What you return must match the records exactly, except that the pictures are gone.

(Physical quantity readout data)

◆ ◆ ◆ ◆ ◆ ◆ ◆

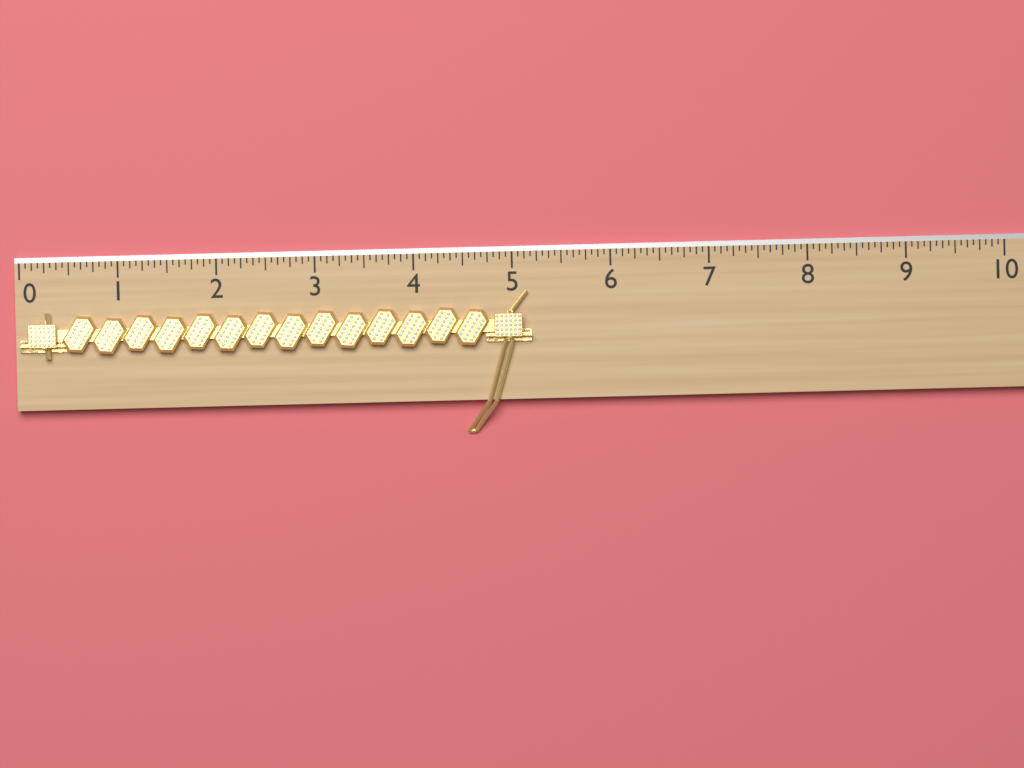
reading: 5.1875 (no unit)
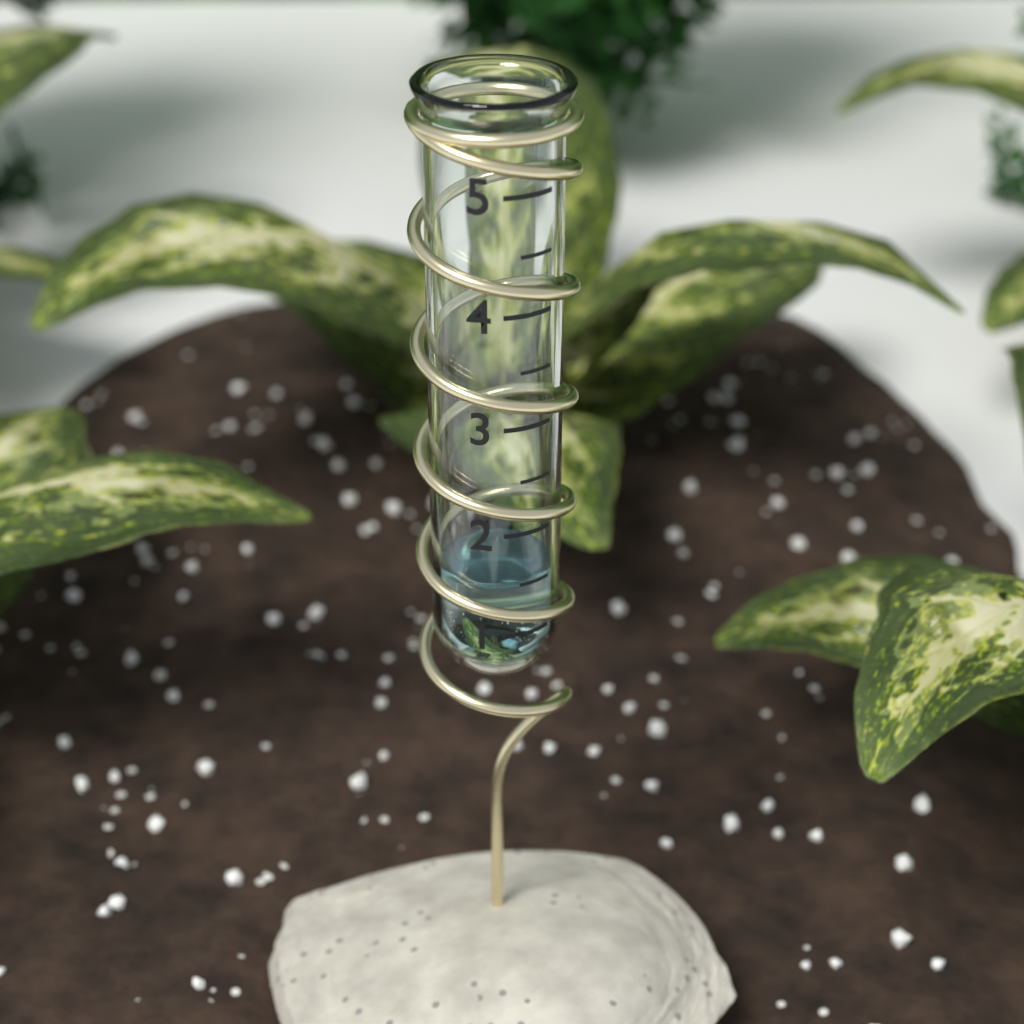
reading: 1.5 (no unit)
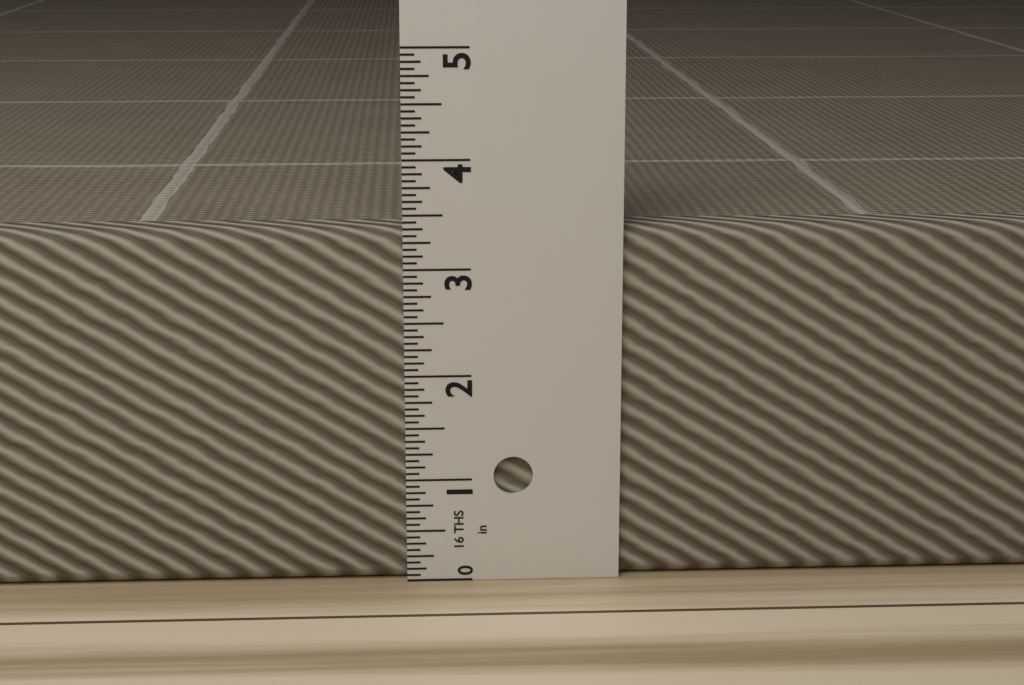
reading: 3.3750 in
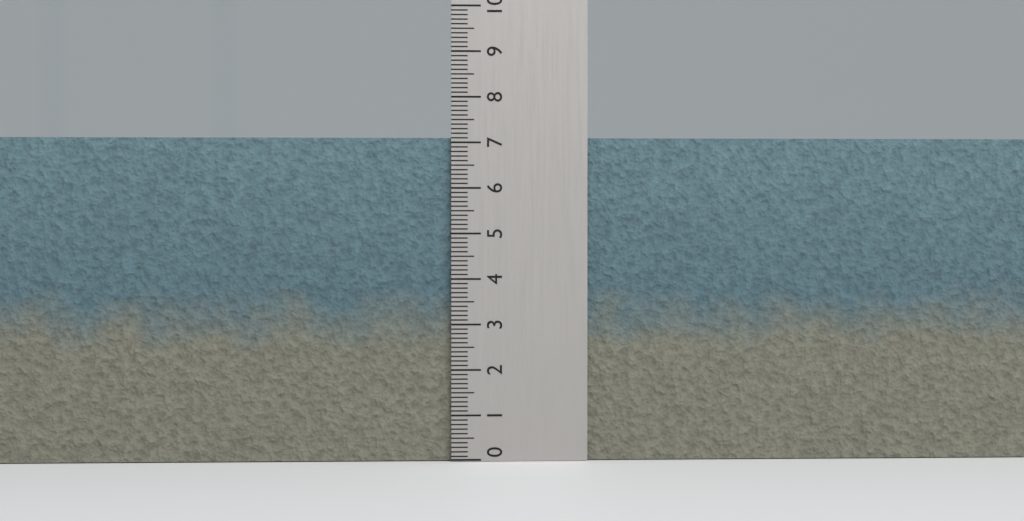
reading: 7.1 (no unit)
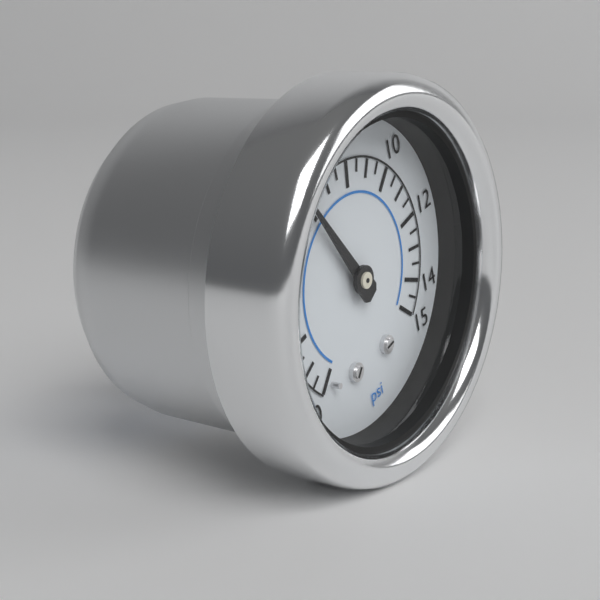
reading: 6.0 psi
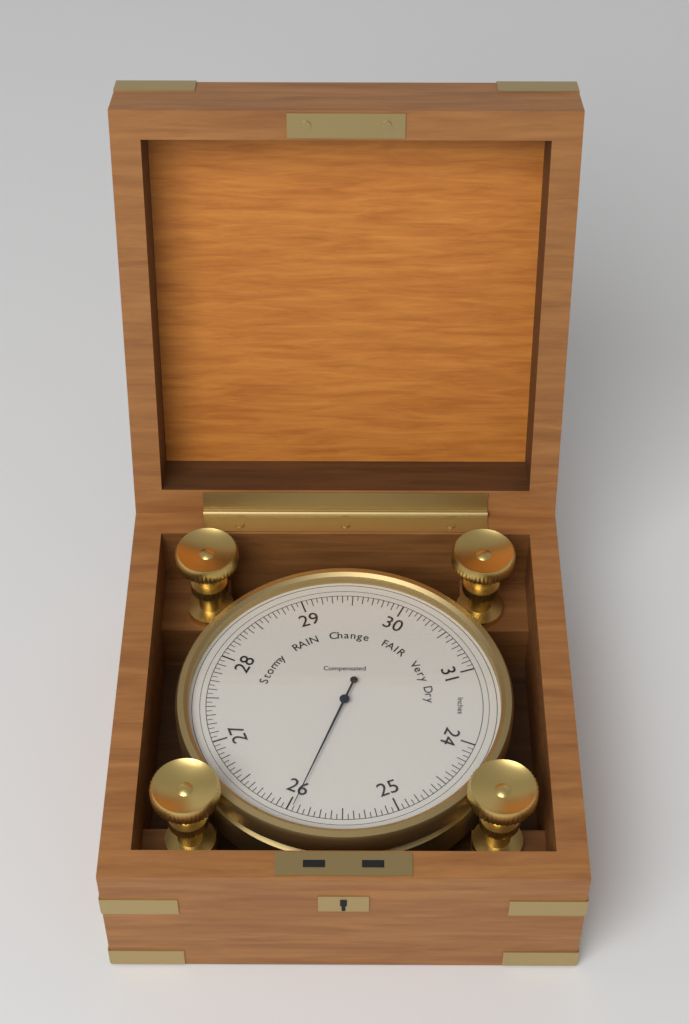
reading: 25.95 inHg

◆ ◆ ◆ ◆ ◆ ◆ ◆

▶ Solved problem
reading: 5.1875 (no unit)
reading: 1.5 (no unit)
reading: 3.3750 in
reading: 7.1 (no unit)
reading: 6.0 psi
reading: 25.95 inHg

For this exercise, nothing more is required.